Blake Nelson's ability to crawl inside the head of his teenaged protagonists... well, it borders on the creepy. His 1994 novel Girl, about a burgeoning alterna-teen growing up in a suburb of Portland, resembles a better-written version of my high school journal—and now, in his new novel Destroy All Cars, Nelson creates an utterly credible contemporary iteration of an angry young man.

Seventeen-year-old James Hoff is beyond angry, in fact: He's righteous, defiantly positioning himself outside of the "car culture" that's so obviously destroying the planet. Told via journal entries and school essays, Destroy All Cars documents James' intellectual, emotional, and sexual experiences in his 17th year, as he graduates from bombastic idealism to a more thoughtful approach. His voice is perfect, teetering between befuddlement and self-awareness as he susses out the parameters of his own identity: "The fact that Lucy Branch might like me indicates to me that my look is not representing my true personality," he writes at one point. A more perfectly teenaged line was never written.

While the manner in which James expresses his ideas—hyperbolic, strident manifestos submitted to his AP English teacher—is kind of over-inflated and silly, the ideas themselves are sound. James grows into a more considered idealism, but he doesn't abandon a single one of his convictions. It's a strong and well-couched message: Growing up doesn't mean you have to stop believing in things.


BRIEF –
Every entry below should be repeated exactly; the pictures should not.

#####

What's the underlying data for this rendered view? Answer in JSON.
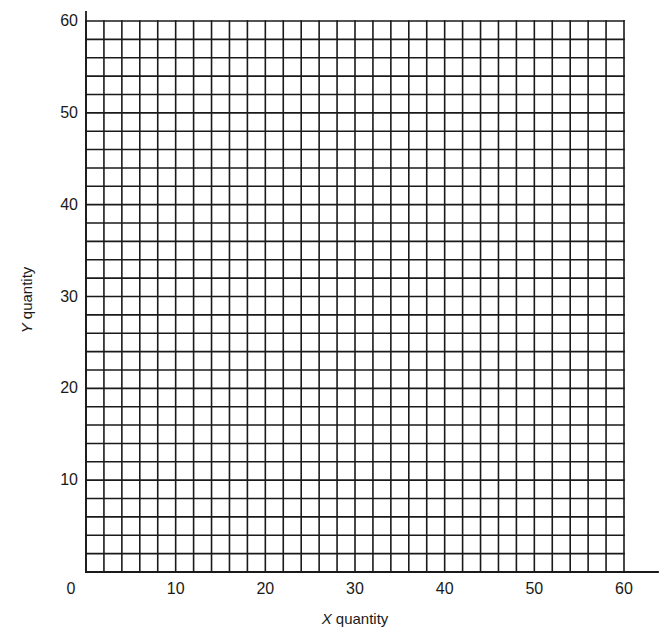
{
  "chart_data": {
    "type": "grid",
    "title": "",
    "xlabel": "X quantity",
    "ylabel": "Y quantity",
    "xlabel_parts": {
      "var": "X",
      "rest": " quantity"
    },
    "ylabel_parts": {
      "var": "Y",
      "rest": " quantity"
    },
    "xlim": [
      0,
      60
    ],
    "ylim": [
      0,
      60
    ],
    "x_ticks": [
      0,
      10,
      20,
      30,
      40,
      50,
      60
    ],
    "y_ticks": [
      10,
      20,
      30,
      40,
      50,
      60
    ],
    "x_tick_labels": [
      "0",
      "10",
      "20",
      "30",
      "40",
      "50",
      "60"
    ],
    "y_tick_labels": [
      "10",
      "20",
      "30",
      "40",
      "50",
      "60"
    ],
    "grid": true,
    "grid_spacing": 2,
    "series": [],
    "legend": null,
    "colors": {
      "line": "#1a1a1a",
      "background": "#ffffff"
    }
  },
  "layout": {
    "plot_left_px": 86,
    "plot_right_px": 624,
    "plot_top_px": 21,
    "plot_bottom_px": 572,
    "y_axis_top_px": 12,
    "x_axis_right_px": 658
  }
}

#####

ANSWER BOX –
What's the underlying data for this rendered view? Answer in JSON.
{
  "chart_data": {
    "type": "grid",
    "title": "",
    "xlabel": "X quantity",
    "ylabel": "Y quantity",
    "xlabel_parts": {
      "var": "X",
      "rest": " quantity"
    },
    "ylabel_parts": {
      "var": "Y",
      "rest": " quantity"
    },
    "xlim": [
      0,
      60
    ],
    "ylim": [
      0,
      60
    ],
    "x_ticks": [
      0,
      10,
      20,
      30,
      40,
      50,
      60
    ],
    "y_ticks": [
      10,
      20,
      30,
      40,
      50,
      60
    ],
    "x_tick_labels": [
      "0",
      "10",
      "20",
      "30",
      "40",
      "50",
      "60"
    ],
    "y_tick_labels": [
      "10",
      "20",
      "30",
      "40",
      "50",
      "60"
    ],
    "grid": true,
    "grid_spacing": 2,
    "series": [],
    "legend": null,
    "colors": {
      "line": "#1a1a1a",
      "background": "#ffffff"
    }
  },
  "layout": {
    "plot_left_px": 86,
    "plot_right_px": 624,
    "plot_top_px": 21,
    "plot_bottom_px": 572,
    "y_axis_top_px": 12,
    "x_axis_right_px": 658
  }
}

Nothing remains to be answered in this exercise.